These are among the marvels that surpass the bounds of our imagination, and that must warn us how gravely one errs in trying to reason about infinites by using the same attributes that we apply to finites.
—Galileo Galilei The Hilbert Hotel, Count von Count, and Cookie Monster
Below are two stories. The first is well known within the mathematics community; the second is presented with two classic characters from children's television. In both cases, the stories highlight that our intuition about counting elements and determining the size of finite sets does not always transfer well to the setting of infinite sets.
The Hilbert Hotel. David Hilbert was a German mathematician who contributed transformative results in a number of areas of mathematics and provided valuable vision and leadership to the mathematics community. Because he introduced the following example in the 1920s, it is often described as the Hilbert Hotel. The Hilbert Hotel has many rooms. In fact, each room is numbered with a natural number, and there are just as many rooms as there are natural numbers. Thus there is a room #1, a room #2, …, a room #n, … and so on.
The Hilbert Hotel has acquired a nice reputation among tour group bus drivers, since it always seems to be able to accommodate very large tour groups. For instance, a bus drove up one evening that held infinitely many passengers: every passenger's shirt was labelled with a natural number, and every natural number appeared on just one shirt.
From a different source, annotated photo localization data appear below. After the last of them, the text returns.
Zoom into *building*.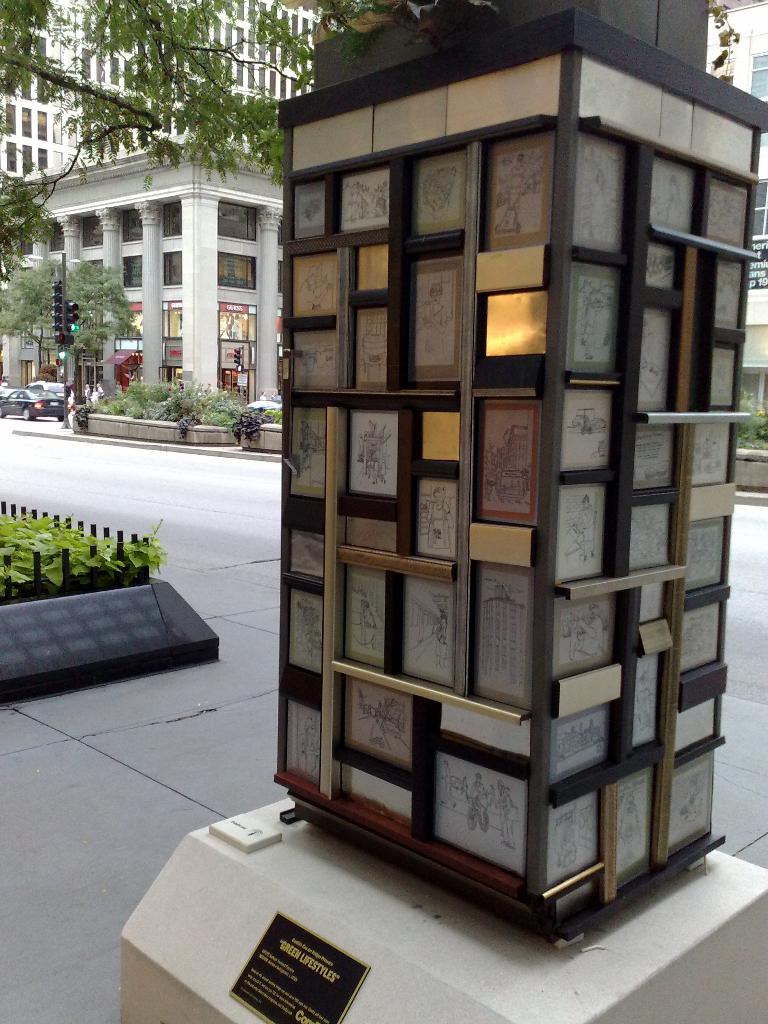
Zoom target: (left=0, top=132, right=287, bottom=422).
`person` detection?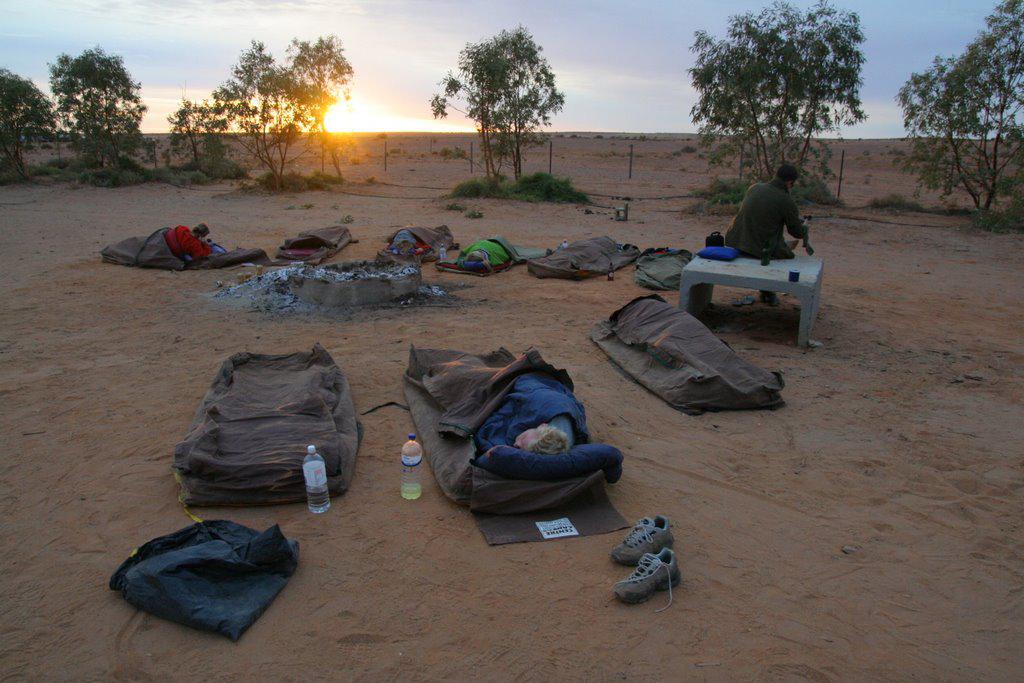
[465, 239, 504, 267]
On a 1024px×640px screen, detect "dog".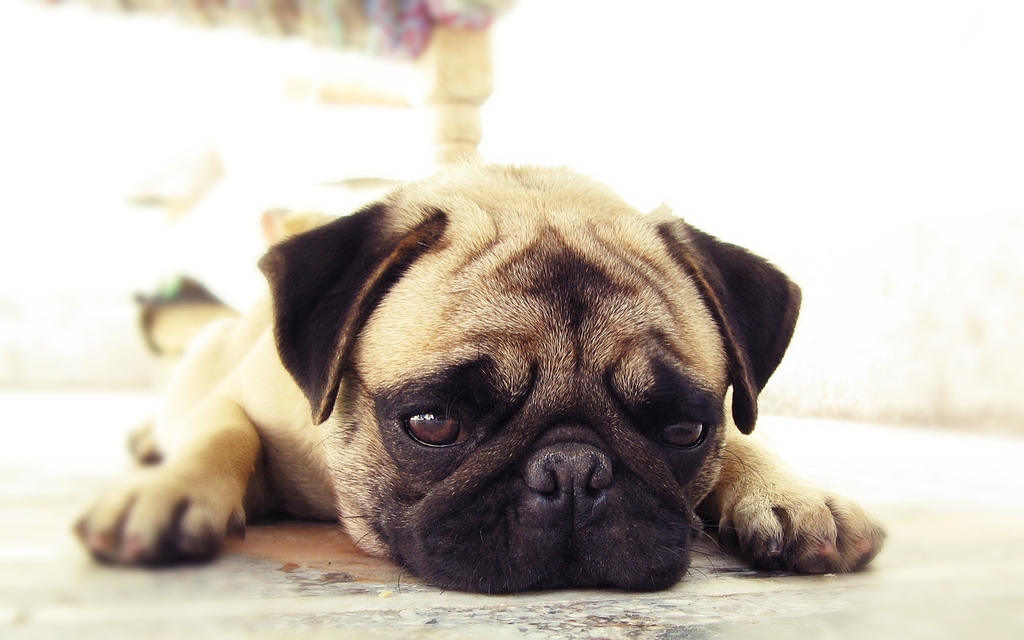
left=70, top=160, right=887, bottom=597.
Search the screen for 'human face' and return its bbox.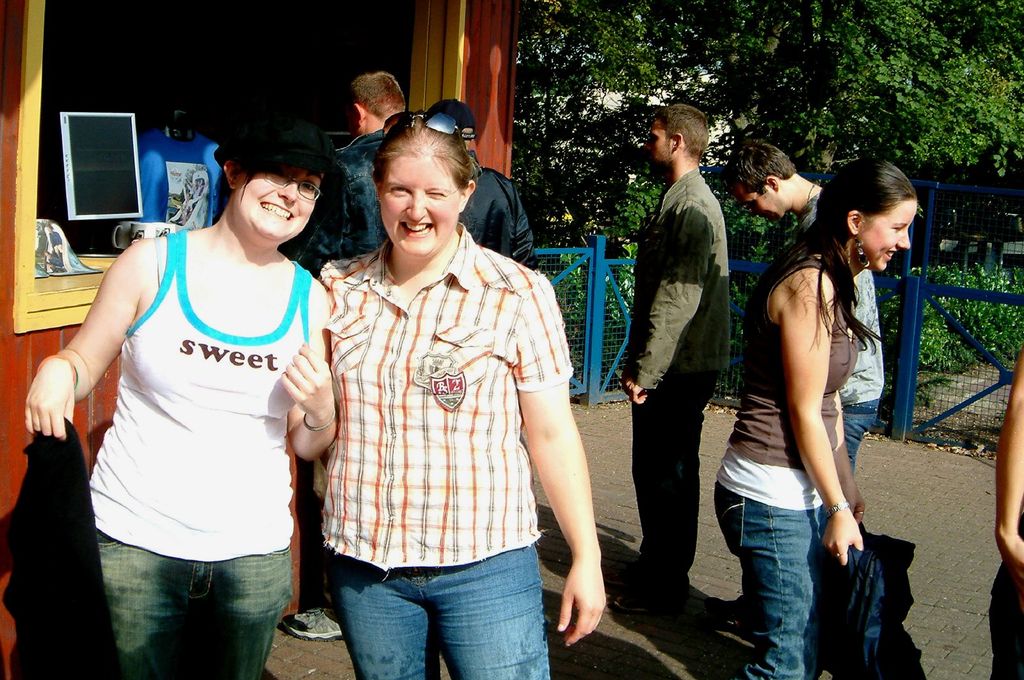
Found: pyautogui.locateOnScreen(735, 187, 787, 222).
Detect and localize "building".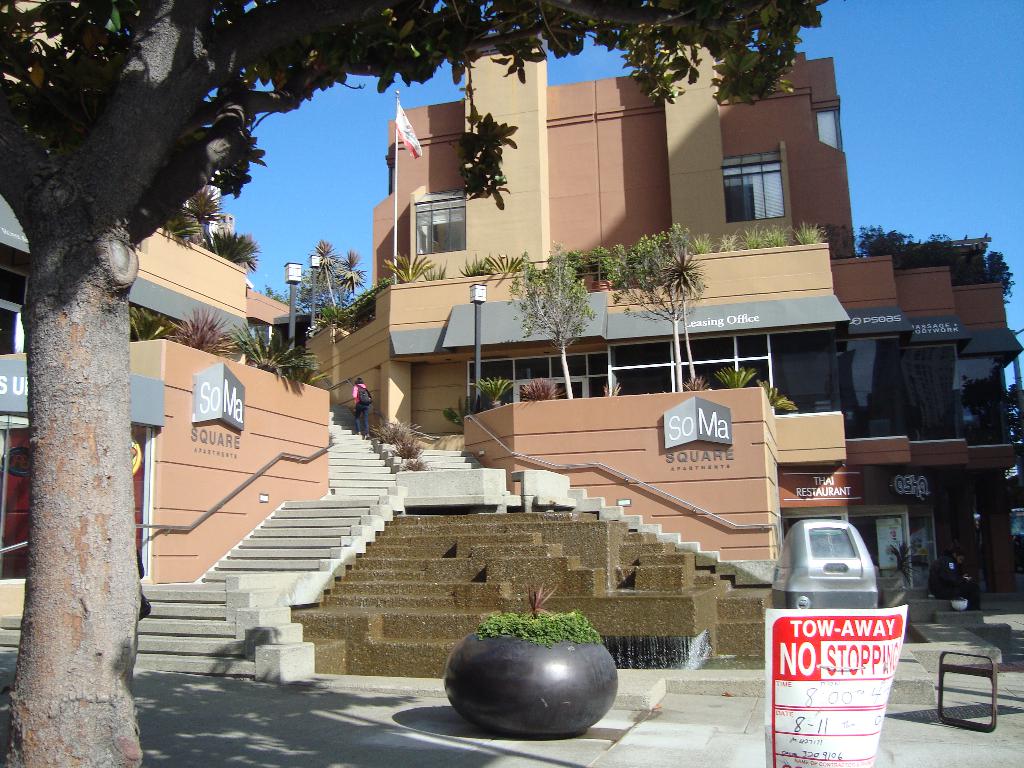
Localized at x1=0 y1=33 x2=1023 y2=684.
This did not pose a problem for Hilbert, of course, because he made a single, precise announcement over his intercom system that told everyone where to go: “Go to the room whose number corresponds to the number on your shirt.” So passenger #1 went to room #1, passenger #2 went to room #2, and so on.
Later that evening, a single person drove up in a car and asked for a room. Hilbert couldn't send the person to the first vacant room, since there were no vacancies. Instead, Hilbert simply made the following announcement over the intercom to everyone who already had a room: “I apologize for the inconvenience, but in order for us to accommodate a new guest, we need you to change rooms. If you are in room #k, please move to room #(k + 1) for the night.